▶ [Exercise objective]: If a line holds an image, leave the image out; write out everything else in the records exactly.

Input material section start

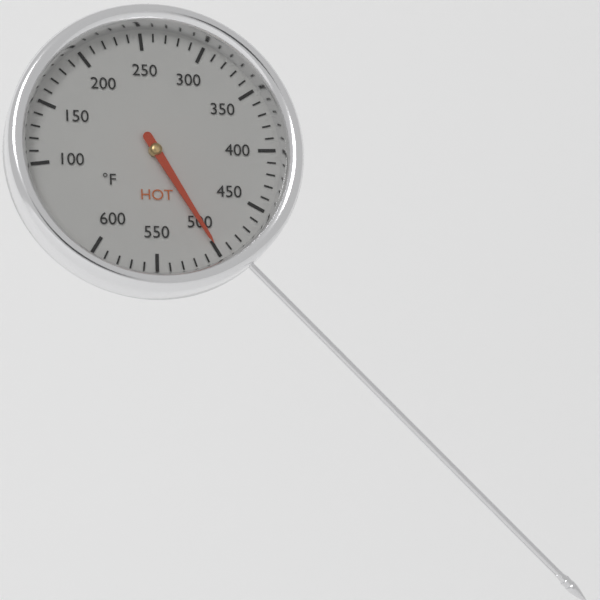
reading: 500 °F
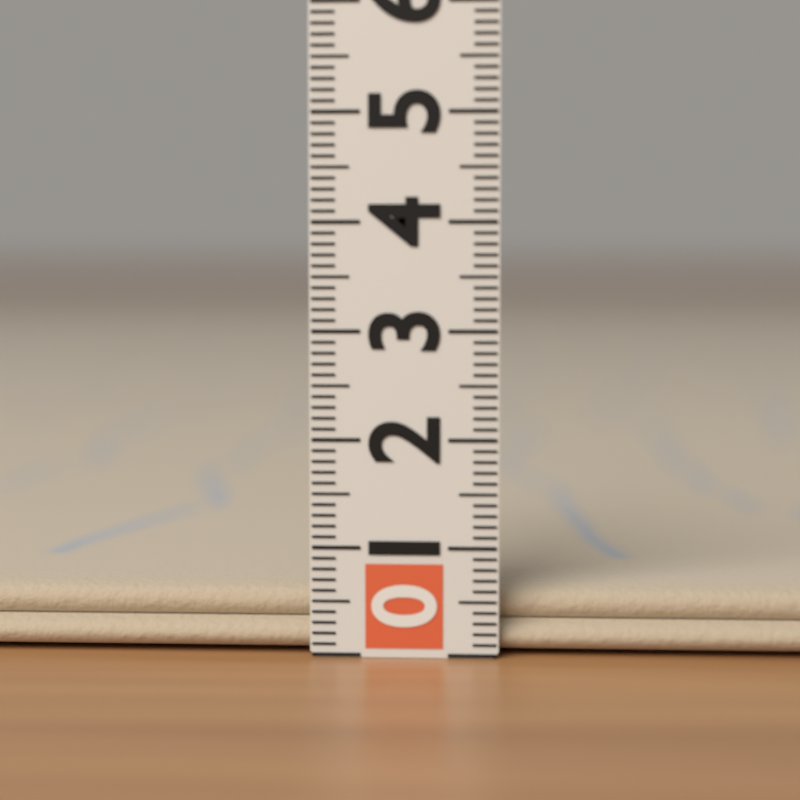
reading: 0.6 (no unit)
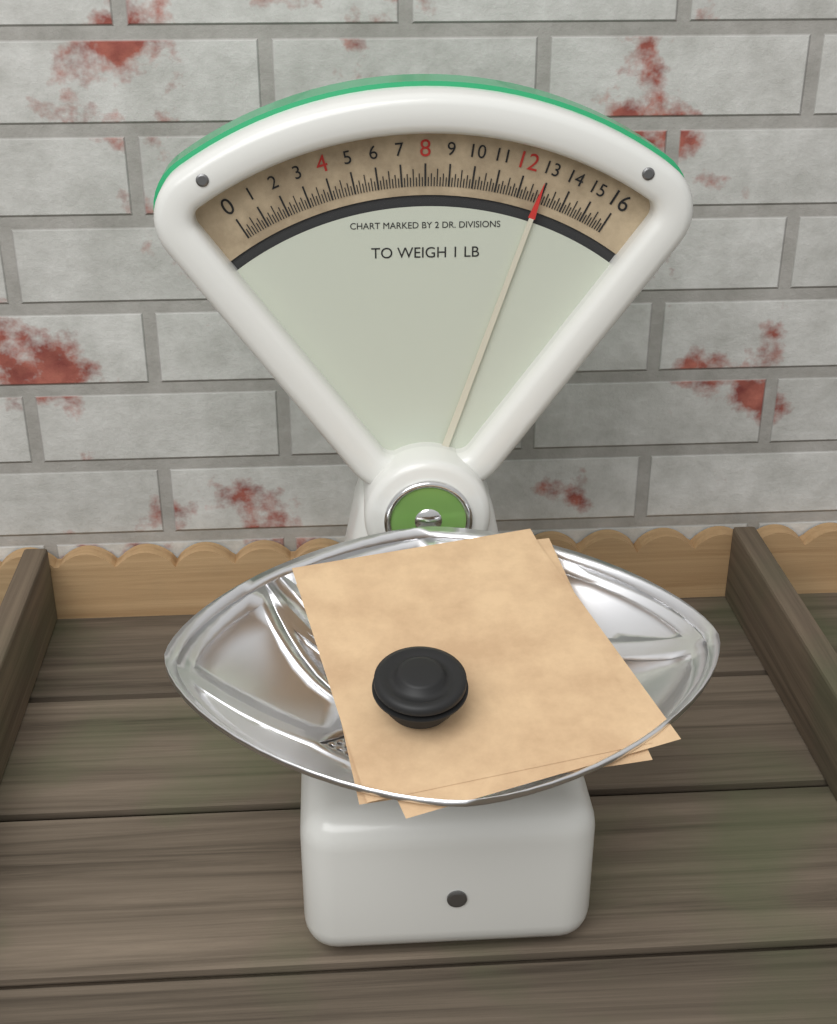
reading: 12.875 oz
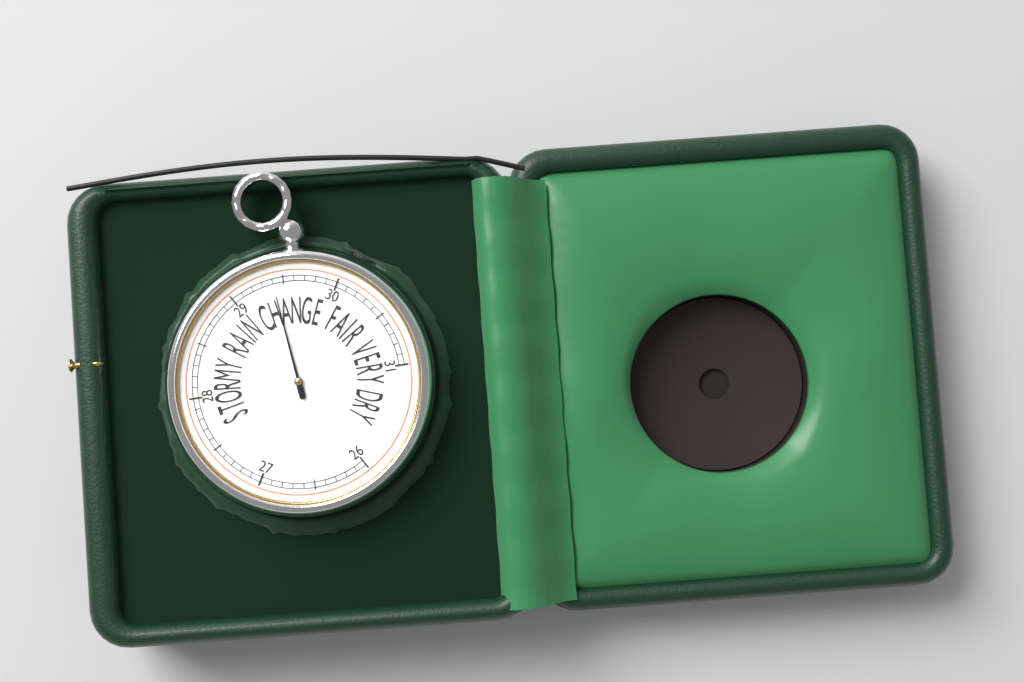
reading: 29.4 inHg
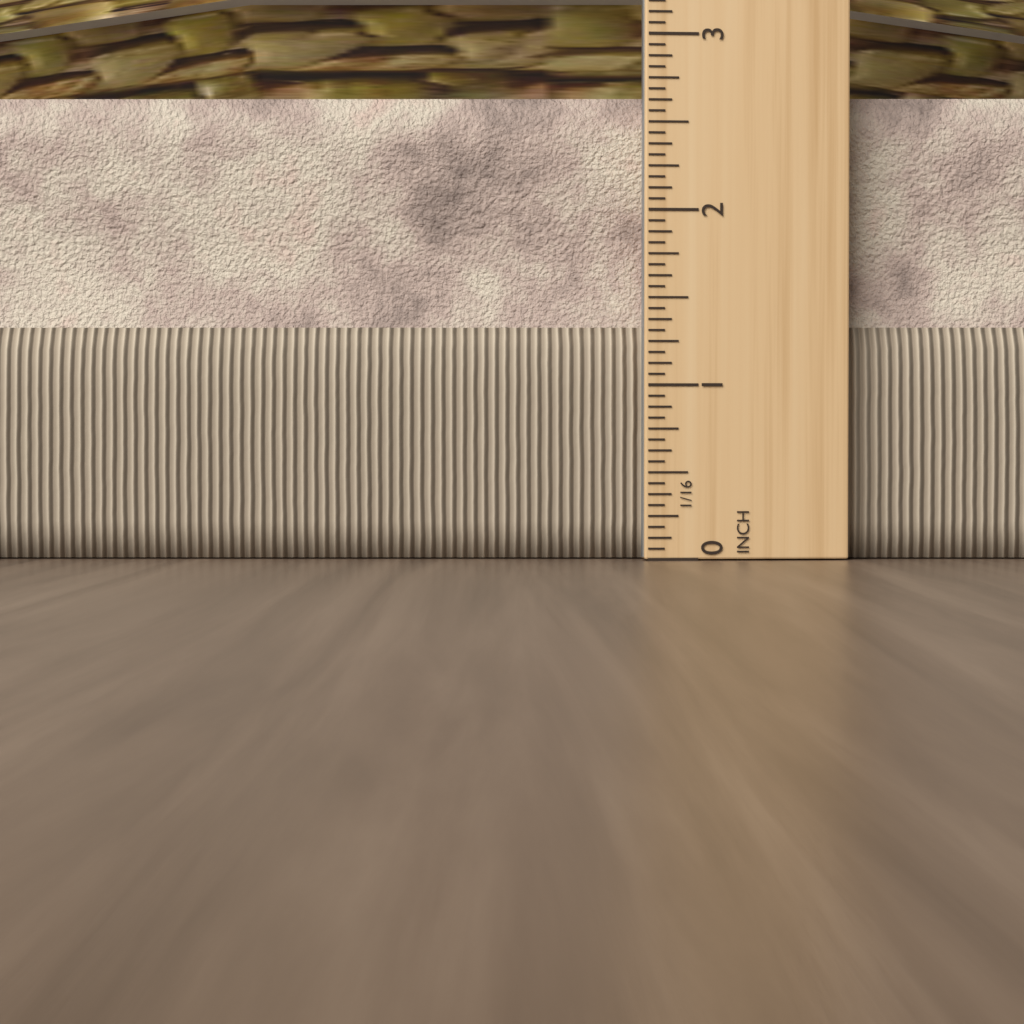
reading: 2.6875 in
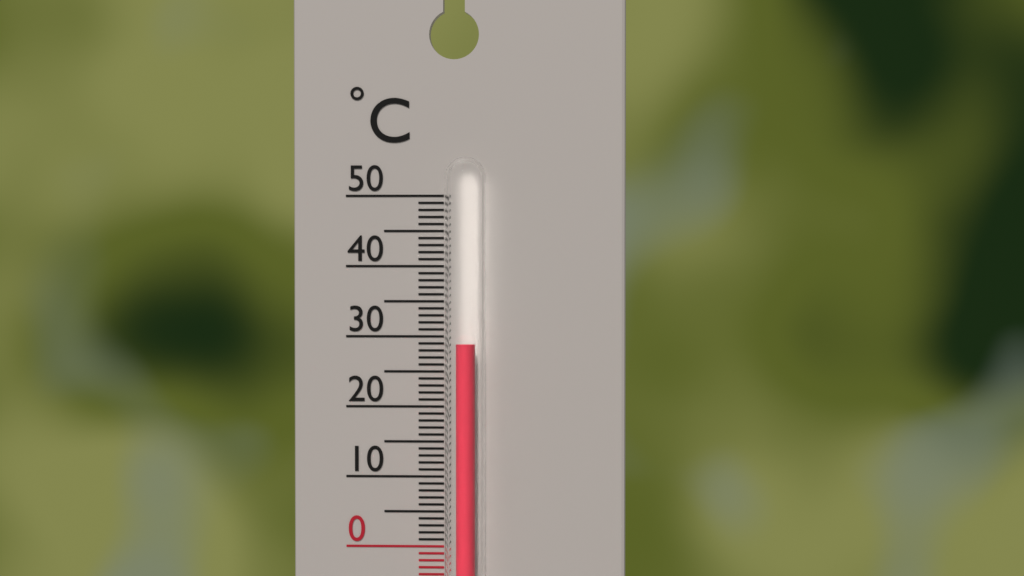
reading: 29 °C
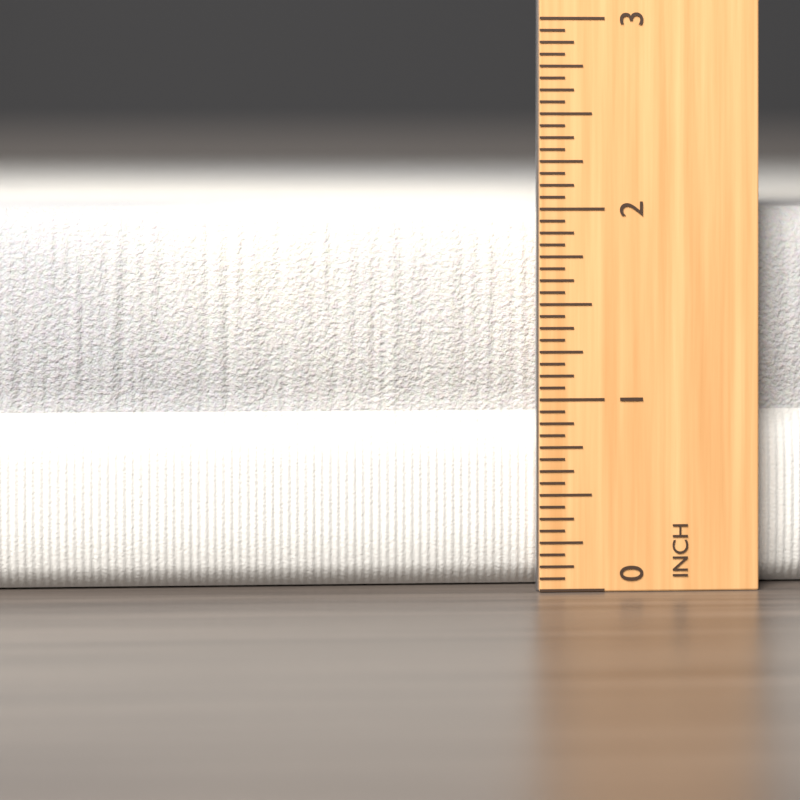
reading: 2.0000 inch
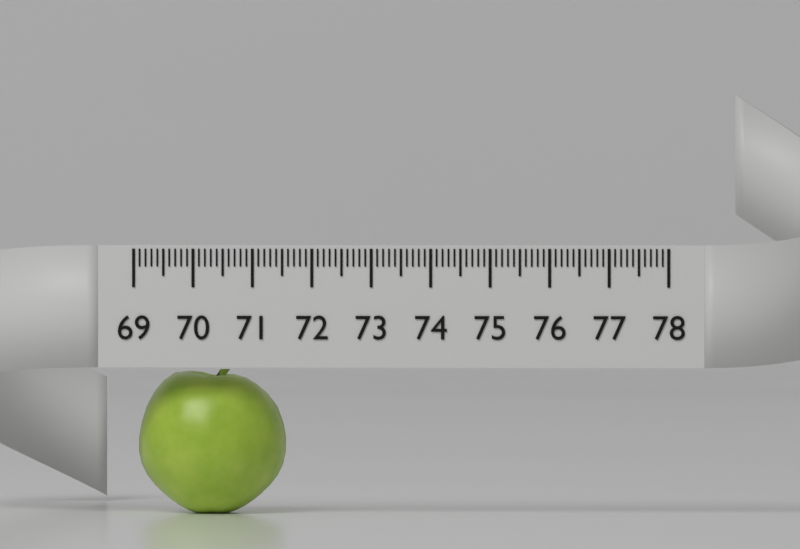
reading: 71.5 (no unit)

Input material section end

▶ [Solution]:
reading: 500 °F
reading: 0.6 (no unit)
reading: 12.875 oz
reading: 29.4 inHg
reading: 2.6875 in
reading: 29 °C
reading: 2.0000 inch
reading: 71.5 (no unit)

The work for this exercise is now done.